The problem is that 'can' judgements (and 'ability' judgements) are often sensitive to relevant preferences or norms: I might say that I can't come to a meeting (or that I'm not able to come) because I have to pick up my kids from school. This is what I'd call an impure use of 'can'. I don't actually lack the ability to come to the meeting. It's just that doing so would come at too high a cost. Perhaps arachnophobia similarly associates a high cost with picking up spiders.
A new paper (draft) on counterfactuals with unspecific antecedents, to appear in a festschrift for Al Hájek. The paper discusses a range of phenomena related to the "Simplification of Disjunctive Antecedents". I argue that they can't be explained by a chance-based account of counterfactuals, as Hájek has suggested. Instead, I hint at an RSA-type explanation. I also suggest that this explanation might somewhat weaken the case for counterfactual skepticism.
I regret how much time I have spent on this topic. I first noticed it in 2006, and thought I had a nice explanation. When I posted it on the blog, Kai von Fintel kindly pointed me towards some literature. A little later, Paolo Santorio suggested that my explanation resembles the one in Klinedinst (2007). This seemed right, but I had in mind a more pragmatic implementation. I eventually wrote up my proposal in Schwarz (2021). Although my original interest was sparked by conditionals, that paper focuses on possibility modals, and only briefly mentions how the account might be extended to conditionals. When I got the invitation to write something for Al's festschrift, I thought I could spell out the application to conditionals, and compare it with Al's account. But I couldn't really make it work. So I ended up defending a more orthodox derivation based on Kratzer and Shimoyama (2002).
It would be nice if my papers and lecture notes were available in HTML, I thought. Let's start with my lecture notes on modal logic (PDF) I thought. I'll need to convert them from LaTeX to HTML, but surely there are tools for that. I thought.
I was right. But ah, LaTeX! There are, of course, multiple options.
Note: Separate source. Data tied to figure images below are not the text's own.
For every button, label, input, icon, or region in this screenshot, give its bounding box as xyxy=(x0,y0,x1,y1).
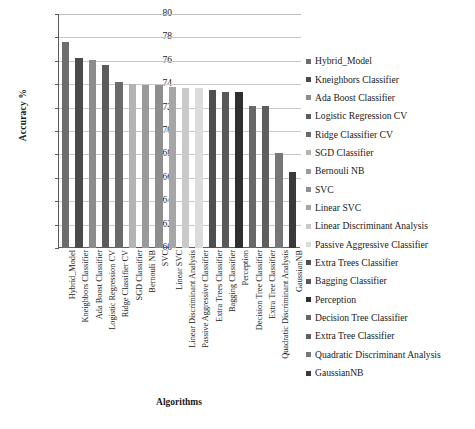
bar-slot xyxy=(206,14,219,248)
legend-label: Decision Tree Classifier xyxy=(315,313,408,323)
legend-item[interactable]: Bernouli NB xyxy=(306,162,474,180)
legend-label: Bernouli NB xyxy=(315,166,364,176)
x-tick-label: Ridge Classifier CV xyxy=(122,250,130,317)
x-tick-label: Decision Tree Classifier xyxy=(256,250,264,330)
x-tick-label: Extra Trees Classifier xyxy=(216,250,224,322)
bar-slot xyxy=(259,14,272,248)
legend-item[interactable]: Logistic Regression CV xyxy=(306,107,474,125)
bar xyxy=(289,172,296,248)
x-tick-label: Kneighbors Classifier xyxy=(82,250,90,323)
legend-swatch-icon xyxy=(306,114,311,119)
legend-label: SGD Classifier xyxy=(315,148,373,158)
legend-swatch-icon xyxy=(306,150,311,155)
legend-swatch-icon xyxy=(306,95,311,100)
x-tick-label: Bagging Classifier xyxy=(229,250,237,312)
bar-slot xyxy=(232,14,245,248)
bar-slot xyxy=(112,14,125,248)
bar xyxy=(249,106,256,248)
legend-label: Extra Tree Classifier xyxy=(315,331,394,341)
legend-item[interactable]: Bagging Classifier xyxy=(306,272,474,290)
bar-slot xyxy=(86,14,99,248)
bar-slot xyxy=(126,14,139,248)
x-tick-label: Linear Discriminant Analysis xyxy=(189,250,197,348)
legend-item[interactable]: GaussianNB xyxy=(306,364,474,382)
legend-swatch-icon xyxy=(306,242,311,247)
legend-label: Passive Aggressive Classifier xyxy=(315,240,428,250)
y-tick-mark xyxy=(55,248,59,249)
x-tick-label: Linear SVC xyxy=(176,250,184,290)
bar xyxy=(235,92,242,248)
bar xyxy=(209,90,216,248)
y-axis-title: Accuracy % xyxy=(18,70,28,160)
bar xyxy=(89,60,96,248)
bar xyxy=(182,88,189,248)
legend-item[interactable]: SGD Classifier xyxy=(306,144,474,162)
bar-series xyxy=(59,14,300,248)
legend-label: Perception xyxy=(315,295,356,305)
bar xyxy=(262,106,269,248)
x-tick-label: Hybrid_Model xyxy=(69,250,77,299)
legend-label: Linear SVC xyxy=(315,203,361,213)
legend-swatch-icon xyxy=(306,77,311,82)
bar xyxy=(142,85,149,248)
x-tick-label: Perception xyxy=(242,250,250,285)
bar-chart: Accuracy % 8078767472706866646260 Hybrid… xyxy=(0,0,475,429)
bar xyxy=(222,92,229,248)
legend-label: Ada Boost Classifier xyxy=(315,93,395,103)
bar xyxy=(62,42,69,248)
legend-label: Bagging Classifier xyxy=(315,276,387,286)
bar-slot xyxy=(272,14,285,248)
x-tick-label: Passive Aggressive Classifier xyxy=(202,250,210,348)
legend-label: Extra Trees Classifier xyxy=(315,258,398,268)
legend-item[interactable]: Ridge Classifier CV xyxy=(306,125,474,143)
legend-label: SVC xyxy=(315,185,334,195)
legend-item[interactable]: Ada Boost Classifier xyxy=(306,89,474,107)
legend-item[interactable]: Linear SVC xyxy=(306,199,474,217)
x-tick-label: SGD Classifier xyxy=(136,250,144,300)
legend-label: Quadratic Discriminant Analysis xyxy=(315,350,441,360)
bar xyxy=(155,85,162,248)
legend-item[interactable]: Perception xyxy=(306,290,474,308)
legend-swatch-icon xyxy=(306,334,311,339)
legend-label: Ridge Classifier CV xyxy=(315,130,393,140)
legend-item[interactable]: Hybrid_Model xyxy=(306,52,474,70)
bar-slot xyxy=(179,14,192,248)
bar xyxy=(115,82,122,248)
legend-item[interactable]: Passive Aggressive Classifier xyxy=(306,235,474,253)
legend-item[interactable]: Extra Trees Classifier xyxy=(306,254,474,272)
legend-item[interactable]: Kneighbors Classifier xyxy=(306,70,474,88)
x-axis-ticks: Hybrid_ModelKneighbors ClassifierAda Boo… xyxy=(59,250,300,390)
legend-label: Hybrid_Model xyxy=(315,56,372,66)
legend-swatch-icon xyxy=(306,279,311,284)
x-tick-label: GaussianNB xyxy=(296,250,304,292)
x-tick-label: Extra Tree Classifier xyxy=(269,250,277,319)
legend-item[interactable]: SVC xyxy=(306,180,474,198)
chart-legend: Hybrid_ModelKneighbors ClassifierAda Boo… xyxy=(306,52,474,382)
x-tick-label: Logistic Regression CV xyxy=(109,250,117,330)
legend-label: Logistic Regression CV xyxy=(315,111,407,121)
legend-item[interactable]: Quadratic Discriminant Analysis xyxy=(306,346,474,364)
legend-swatch-icon xyxy=(306,352,311,357)
legend-swatch-icon xyxy=(306,297,311,302)
bar-slot xyxy=(139,14,152,248)
legend-swatch-icon xyxy=(306,205,311,210)
x-tick-label: Ada Boost Classifier xyxy=(96,250,104,319)
bar-slot xyxy=(72,14,85,248)
bar xyxy=(275,153,282,248)
bar-slot xyxy=(286,14,299,248)
bar xyxy=(75,58,82,248)
legend-swatch-icon xyxy=(306,224,311,229)
legend-label: Kneighbors Classifier xyxy=(315,75,399,85)
legend-item[interactable]: Decision Tree Classifier xyxy=(306,309,474,327)
x-tick-label: SVC xyxy=(162,250,170,266)
legend-item[interactable]: Linear Discriminant Analysis xyxy=(306,217,474,235)
legend-swatch-icon xyxy=(306,260,311,265)
bar xyxy=(102,65,109,248)
bar-slot xyxy=(192,14,205,248)
bar-slot xyxy=(99,14,112,248)
legend-item[interactable]: Extra Tree Classifier xyxy=(306,327,474,345)
legend-swatch-icon xyxy=(306,169,311,174)
bar xyxy=(195,88,202,248)
bar-slot xyxy=(59,14,72,248)
legend-label: Linear Discriminant Analysis xyxy=(315,221,428,231)
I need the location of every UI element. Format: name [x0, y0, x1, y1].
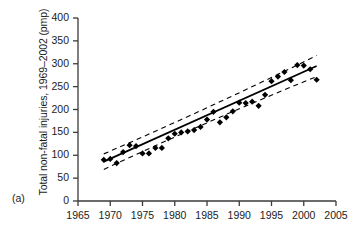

You can use pandoc. Or tex4ht. Or lwarp. Or LaTeXML. All of them sort of work, after some fiddling and consulting their thousand-page manuals. But none of them support all the packages I use. And shouldn't those gather lists have more line-spacing, etc.?
According to a popular view about counterfactuals, a counterfactual hypothesis 'if A had happened…' shifts the world of evaluation to worlds that are much like the actual world until shortly before the time of A, at which point they start to deviate from the actual world in a minimal way that allows A to happen. 'If A had happened, C would have happened' is true iff all such worlds are C worlds. The time "shortly before A" when the worlds start to deviate is the fork time.
Now remember the case of Pollock's coat (introduced in Nute (1980)). John Pollock considered 'if my coat had been stolen last night…'. He stipulates that there were two occasions on which the coat could have been stolen. By the standards of Lewis (1979), worlds where it was stolen on the second occasion are more similar to the actual world than worlds where it was stolen on the first occasion. Lewis's similarity semantics therefore predicts that if the coat had been stolen, it would have been stolen on the second occasion. This doesn't seem right.
I occasionally teach the doomsday argument in my philosophy classes, with the hope of raising some general questions about self-locating priors. Unfortunately, the usual formulations of the argument are problematic in so many ways that it's hard to get to these questions.
Let's look at Nick Bostrom's version of the argument, as presented for example in Bostrom (2008).